The Home Office has just set a new record for tardiness in answering a Freedom of Information Act request — 18 months.
The unlucky journalist on the receiving end of the department's delays was Sunday Telegraph home affairs correspondent Ben Leapman.
The news value of the information he requested about the security lapses at Woodhill Prison — where Soham murderer Ian Huntley is caged — has now greatly reduced.
And Leapman believes drastic changes need to be made to the FoI regime to give the act teeth.
Leapman told Press Gazette: "I think the Home Office in this case — and others I have dealt with — is turning things down when there is no good reason for doing do.
"The initial expectation was that FoI requests would be dealt with administratively.
"But in this particular case it was referred to the Home Secretary himself on two occasions.
"He is a political figure and is likely to make political judgments. There is a risk of whatever party which is in power holding back the sensitive stuff.
"A week is a long time in politics, and delaying something for 18 months really kicks it into the long grass."
Leapman made his initial request in January 2005, the week the Freedom of Information Act came into force, asking what security lapses at Woodhill Prison allowed the murderer Ian Huntley to attempt suicide while on remand in June 2003.
It was turned down in August 2005, so Leapman requested an internal review. Following the review, the request was again turned down in November 2005.
Leapman said: "On both occasions I was told that the then Home Secretary Charles Clarke had personally endorsed a decision that the report was exempt under Section 36 of the FoI Act."
This allows public bodies to withhold information if its disclosure "would, or would be likely to, inhibit the free and frank provision of advice or exchange of views for the purposes of deliberation; or would otherwise prejudice, or would be likely otherwise to prejudice, the effective conduct of public affairs."
Leapman said at times his dealings with the Home Office descended into farce.
"In July 2005, I received a misdirected email sent by one Prison Service official, Michael Achow, to another, Russell Yates, which read: "Russell, Looks like the game's up. I suppose we could say that we sent it to him ages ago and he must have lost it. Michael."
Leapman appealed to the Information Commissioner's office in November 2005.
The complaint was not allocated an official until February this year.
Faced with the prospect of being ordered to release the information, the Home Office eventually backed down and wrote to Leapman on 14 July to say the original refusal had been "reconsidered".
The document given to Leapman, headed "Restricted Investigation", detailed "fundamental failings" at Woodhill — and made 29 recommendations for improvements.
Leapman said: "Labour's Freedom of Information Act is a big improvement on what came before it.
"I suppose I won on this occasion, because in the end the report was released.
"But when a Government department is able to delay, delay, delay, because the law and its enforcer lack teeth, I think the public ends up the loser."
Leapman called for clear time limits to be imposed on dealing with FoI requests, because the current 20-day limit is being widely flouted.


Task goal:
Write out the entries exactly, pictures excluded.

Available data:
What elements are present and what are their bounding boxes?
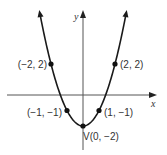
y-axis-label: y — [73, 11, 79, 22]
data-point-label: (2, 2) — [120, 59, 143, 70]
data-point-marker — [64, 108, 69, 113]
data-point-marker — [80, 123, 85, 128]
y-axis-arrow-icon — [80, 10, 86, 18]
curve-arrow-right-icon — [123, 10, 129, 17]
data-point-marker — [48, 61, 53, 66]
x-axis-label: x — [150, 98, 156, 109]
data-point-label: V(0, −2) — [83, 131, 119, 142]
data-point-marker — [96, 108, 101, 113]
data-point-label: (−1, −1) — [27, 107, 62, 118]
data-points: (−2, 2)(−1, −1)V(0, −2)(1, −1)(2, 2) — [18, 59, 144, 142]
parabola-plot: x y (−2, 2)(−1, −1)V(0, −2)(1, −1)(2, 2) — [0, 0, 167, 155]
data-point-marker — [112, 61, 117, 66]
data-point-label: (−2, 2) — [18, 59, 47, 70]
data-point-label: (1, −1) — [104, 107, 133, 118]
y-axis: y — [73, 10, 86, 150]
curve-arrow-left-icon — [38, 10, 44, 17]
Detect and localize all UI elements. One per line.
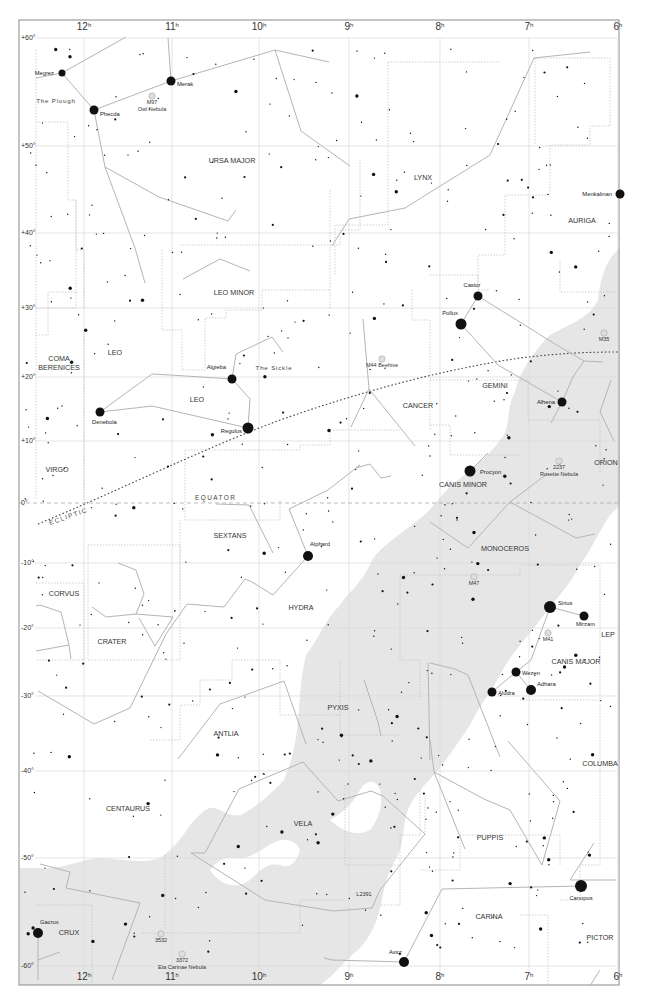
star xyxy=(447,201,448,202)
star xyxy=(445,923,446,924)
star xyxy=(543,71,545,73)
star xyxy=(250,506,251,507)
star xyxy=(234,90,237,93)
star xyxy=(414,572,415,573)
star xyxy=(161,894,164,897)
star xyxy=(527,724,528,725)
star xyxy=(342,233,344,235)
star xyxy=(42,478,43,479)
star xyxy=(513,238,514,239)
star xyxy=(276,78,277,79)
star-pollux: Pollux xyxy=(442,310,466,330)
star xyxy=(316,841,319,844)
star xyxy=(129,300,131,302)
star xyxy=(360,195,361,196)
star xyxy=(45,565,46,566)
star xyxy=(269,782,271,784)
star xyxy=(192,700,193,701)
constellation-name: HYDRA xyxy=(288,603,313,612)
star xyxy=(456,517,458,519)
star xyxy=(516,846,517,847)
star-name: Procyon xyxy=(480,469,501,475)
star xyxy=(553,801,554,802)
ra-tick-label: 7h xyxy=(525,21,534,32)
star xyxy=(133,935,135,937)
star xyxy=(428,265,430,267)
star xyxy=(332,521,333,522)
star xyxy=(413,141,414,142)
star xyxy=(377,573,378,574)
star xyxy=(141,696,143,698)
star xyxy=(451,435,452,436)
star xyxy=(431,182,432,183)
ra-tick-label: 6h xyxy=(614,971,623,982)
star-name: Castor xyxy=(463,282,480,288)
star xyxy=(266,826,267,827)
star xyxy=(263,552,266,555)
star xyxy=(225,237,226,238)
star xyxy=(89,214,90,215)
star xyxy=(526,841,528,843)
equator-label: EQUATOR xyxy=(195,494,236,502)
constellation-name: GEMINI xyxy=(482,381,508,390)
star xyxy=(436,812,437,813)
star xyxy=(263,773,264,774)
star xyxy=(315,159,316,160)
star xyxy=(302,925,303,926)
star xyxy=(51,301,52,302)
star xyxy=(245,893,247,895)
star xyxy=(610,544,611,545)
star xyxy=(263,307,264,308)
star xyxy=(385,807,386,808)
star xyxy=(215,64,216,65)
star xyxy=(77,425,78,426)
dec-tick-label: -30° xyxy=(21,692,34,699)
star xyxy=(339,422,341,424)
star xyxy=(27,932,30,935)
star xyxy=(79,624,80,625)
star xyxy=(456,519,457,520)
star xyxy=(530,360,532,362)
star xyxy=(229,682,231,684)
star xyxy=(195,218,197,220)
star xyxy=(204,611,205,612)
star xyxy=(128,622,129,623)
star xyxy=(91,940,94,943)
star xyxy=(499,941,500,942)
star xyxy=(559,271,560,272)
star xyxy=(207,951,209,953)
star xyxy=(96,233,97,234)
star xyxy=(511,374,512,375)
star xyxy=(330,240,331,241)
star xyxy=(254,776,256,778)
star-dot xyxy=(465,466,476,477)
constellation-name: ORION xyxy=(594,458,618,467)
star xyxy=(550,164,551,165)
star xyxy=(358,450,359,451)
star xyxy=(135,588,136,589)
star xyxy=(25,498,26,499)
deep-sky-name: M41 xyxy=(543,636,554,642)
star xyxy=(379,783,380,784)
constellation-name: ANTLIA xyxy=(213,729,238,738)
star xyxy=(372,173,375,176)
star xyxy=(396,180,397,181)
star xyxy=(391,722,393,724)
star xyxy=(410,133,411,134)
star xyxy=(331,92,332,93)
star xyxy=(502,214,504,216)
star xyxy=(472,531,475,534)
star xyxy=(278,547,279,548)
star xyxy=(48,442,49,443)
star xyxy=(142,53,143,54)
star xyxy=(177,856,178,857)
star xyxy=(431,673,432,674)
star xyxy=(285,572,286,573)
star xyxy=(557,390,558,391)
star xyxy=(134,457,135,458)
star xyxy=(293,79,294,80)
asterism-name: The Plough xyxy=(36,97,76,104)
star xyxy=(369,369,370,370)
star xyxy=(384,53,385,54)
star xyxy=(352,754,354,756)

Response:
What elements are present and what are their bounding boxes?
y-axis-label: y — [73, 11, 79, 22]
data-point-label: (2, 2) — [120, 59, 143, 70]
data-point-marker — [64, 108, 69, 113]
data-point-marker — [80, 123, 85, 128]
y-axis-arrow-icon — [80, 10, 86, 18]
curve-arrow-right-icon — [123, 10, 129, 17]
data-point-marker — [48, 61, 53, 66]
x-axis-label: x — [150, 98, 156, 109]
data-point-label: V(0, −2) — [83, 131, 119, 142]
data-point-marker — [96, 108, 101, 113]
data-point-label: (−1, −1) — [27, 107, 62, 118]
data-points: (−2, 2)(−1, −1)V(0, −2)(1, −1)(2, 2) — [18, 59, 144, 142]
parabola-plot: x y (−2, 2)(−1, −1)V(0, −2)(1, −1)(2, 2) — [0, 0, 167, 155]
data-point-marker — [112, 61, 117, 66]
data-point-label: (−2, 2) — [18, 59, 47, 70]
data-point-label: (1, −1) — [104, 107, 133, 118]
y-axis: y — [73, 10, 86, 150]
curve-arrow-left-icon — [38, 10, 44, 17]
Detect and localize all UI elements. One per line.
star xyxy=(447,201,448,202)
star xyxy=(445,923,446,924)
star xyxy=(543,71,545,73)
star xyxy=(250,506,251,507)
star xyxy=(234,90,237,93)
star xyxy=(414,572,415,573)
star xyxy=(161,894,164,897)
star xyxy=(527,724,528,725)
star xyxy=(342,233,344,235)
star xyxy=(42,478,43,479)
star xyxy=(513,238,514,239)
star xyxy=(276,78,277,79)
star-pollux: Pollux xyxy=(442,310,466,330)
star xyxy=(316,841,319,844)
star xyxy=(129,300,131,302)
star xyxy=(360,195,361,196)
star xyxy=(45,565,46,566)
star xyxy=(269,782,271,784)
star xyxy=(192,700,193,701)
constellation-name: HYDRA xyxy=(288,603,313,612)
star xyxy=(456,517,458,519)
star xyxy=(516,846,517,847)
star-name: Procyon xyxy=(480,469,501,475)
star xyxy=(553,801,554,802)
ra-tick-label: 7h xyxy=(525,21,534,32)
star xyxy=(133,935,135,937)
star xyxy=(428,265,430,267)
star xyxy=(332,521,333,522)
star xyxy=(413,141,414,142)
star xyxy=(377,573,378,574)
star xyxy=(141,696,143,698)
star xyxy=(451,435,452,436)
star xyxy=(431,182,432,183)
ra-tick-label: 6h xyxy=(614,971,623,982)
star-name: Castor xyxy=(463,282,480,288)
star xyxy=(266,826,267,827)
star xyxy=(263,552,266,555)
star xyxy=(225,237,226,238)
star xyxy=(89,214,90,215)
star xyxy=(526,841,528,843)
equator-label: EQUATOR xyxy=(195,494,236,502)
constellation-name: GEMINI xyxy=(482,381,508,390)
star xyxy=(436,812,437,813)
star xyxy=(263,773,264,774)
star xyxy=(315,159,316,160)
star xyxy=(302,925,303,926)
star xyxy=(51,301,52,302)
star xyxy=(245,893,247,895)
star xyxy=(610,544,611,545)
star xyxy=(263,307,264,308)
star xyxy=(385,807,386,808)
star xyxy=(215,64,216,65)
star xyxy=(77,425,78,426)
dec-tick-label: -30° xyxy=(21,692,34,699)
star xyxy=(339,422,341,424)
star xyxy=(27,932,30,935)
star xyxy=(79,624,80,625)
star xyxy=(456,519,457,520)
star xyxy=(530,360,532,362)
star xyxy=(229,682,231,684)
star xyxy=(195,218,197,220)
star xyxy=(204,611,205,612)
star xyxy=(128,622,129,623)
star xyxy=(91,940,94,943)
star xyxy=(499,941,500,942)
star xyxy=(559,271,560,272)
star xyxy=(207,951,209,953)
star xyxy=(96,233,97,234)
star xyxy=(511,374,512,375)
star xyxy=(330,240,331,241)
star xyxy=(254,776,256,778)
star-dot xyxy=(465,466,476,477)
constellation-name: ORION xyxy=(594,458,618,467)
star xyxy=(550,164,551,165)
star xyxy=(358,450,359,451)
star xyxy=(135,588,136,589)
star xyxy=(25,498,26,499)
deep-sky-name: M41 xyxy=(543,636,554,642)
star xyxy=(379,783,380,784)
constellation-name: ANTLIA xyxy=(213,729,238,738)
star xyxy=(372,173,375,176)
star xyxy=(396,180,397,181)
star xyxy=(391,722,393,724)
star xyxy=(410,133,411,134)
star xyxy=(331,92,332,93)
star xyxy=(502,214,504,216)
star xyxy=(472,531,475,534)
star xyxy=(278,547,279,548)
star xyxy=(48,442,49,443)
star xyxy=(142,53,143,54)
star xyxy=(177,856,178,857)
star xyxy=(431,673,432,674)
star xyxy=(285,572,286,573)
star xyxy=(557,390,558,391)
star xyxy=(134,457,135,458)
star xyxy=(293,79,294,80)
asterism-name: The Plough xyxy=(36,97,76,104)
star xyxy=(369,369,370,370)
star xyxy=(384,53,385,54)
star xyxy=(352,754,354,756)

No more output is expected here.